The Boca Raton, FL-based West Boca Medical Center has expanded its neonatal intensive care unit by 10 beds, from 24 to 34. The $3.5 million, 3,200-square-foot addition to the NICU is important to the community, said Larry Coomes, the hospital's chief operating officer. In 2007 302 babies, more than 13% of the 2,254 deliveries at the medical center, were admitted to NICU with an average stay of one to six weeks. Coomes said women are having babies later in life, and some are becoming pregnant through in-vitro fertilization—two factors that increase the risk of premature birth.
A $257 million expansion and seismic-upgrade project for Seattle-based Harborview Medical Center is now nearing completion.

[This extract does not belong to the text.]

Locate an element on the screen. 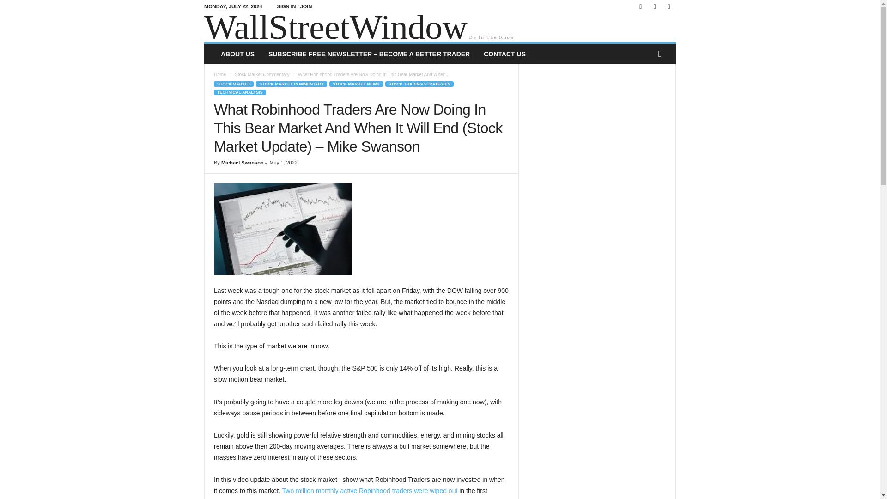 The width and height of the screenshot is (887, 499). WallStreetWindow Be In The Know is located at coordinates (440, 28).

The project began with voter-approved bond funding of $193 million in 2000. The project will mark a new step in Harborview's competition for "elective" and short-stay surgeries and procedures that have been identified as lucrative income-generators at other hospitals, say hospital representatives.
Thousands of University of California hospital and campus workers have authorized a strike as early as June unless UC pays them as much as others doing the same work elsewhere. The union represents nearly 20,000 hourly wage workers across UC's five hospitals and 10 campuses. The union and UC have been negotiating for 10 months, and the union wants minimum wage increased to $15 an hour, in addition to a 25% wage increase.

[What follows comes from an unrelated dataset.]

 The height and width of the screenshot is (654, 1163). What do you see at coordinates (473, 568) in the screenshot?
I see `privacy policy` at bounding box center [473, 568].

For the second time in three years, Soutwest Atlanta Hospital has opened with new owners. After two bankruptcies and several lawsuits, the hospital is again trying to win the faith of a community that has largely abandoned it. Many people in the community say the area needs a hospital, and they want to preserve the facilty's historic role. But years and competition and neglect drove people away from Southwest.

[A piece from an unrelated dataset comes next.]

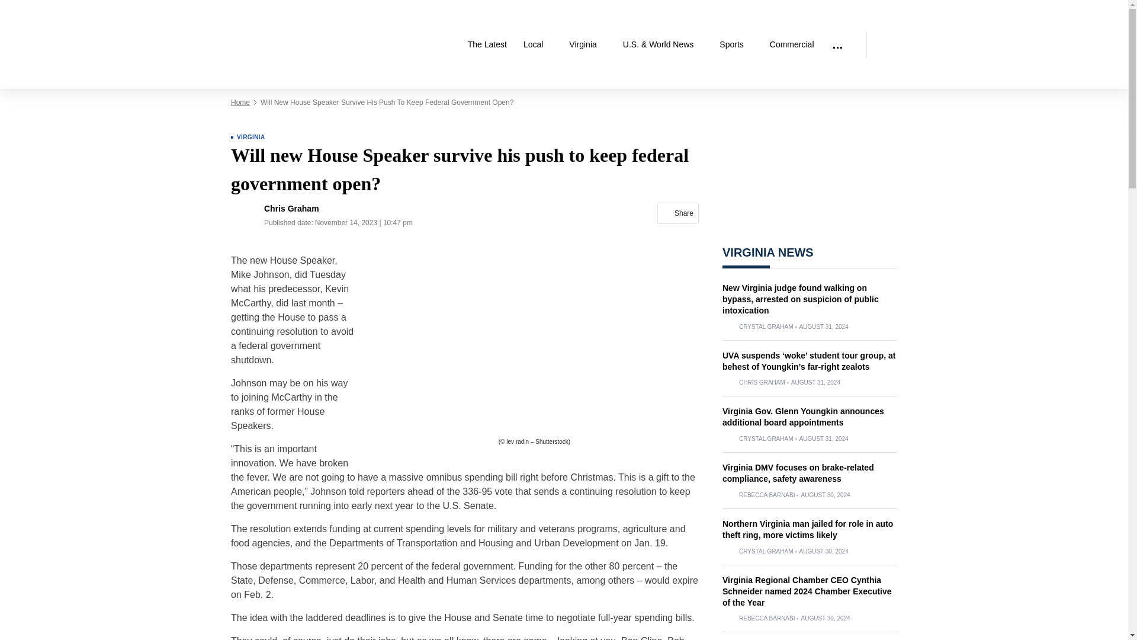 The image size is (1137, 640). I want to click on Virginia, so click(587, 44).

Registered nurses at Upland, PA-based Crozer-Chester Medical Center are calling for a strike if negotiations with management fail to produce a new contract. The nurse's present deal expires at June 4, and they have called for a three-day strike beginning June 5 if a deal is not reached. The nurses are seeking improved nurse-to-patient ratios, and are seeking resolutions to economic issues such as recruitment and retention of nurses, pension benefits, and healthcare costs.
Whether there are enough doctors to care for patients, particularly if the nation moves toward a new scheme for universal health coverage, is the elephant in the room of the presidential campaign debate on health reform, says Joseph B. Martin, PhD, in his column for the Boston Globe. The solution will require educating doctors and care givers in new collaborative ways, as well as developing new models of healthcare delivery that focus on teamwork, he says.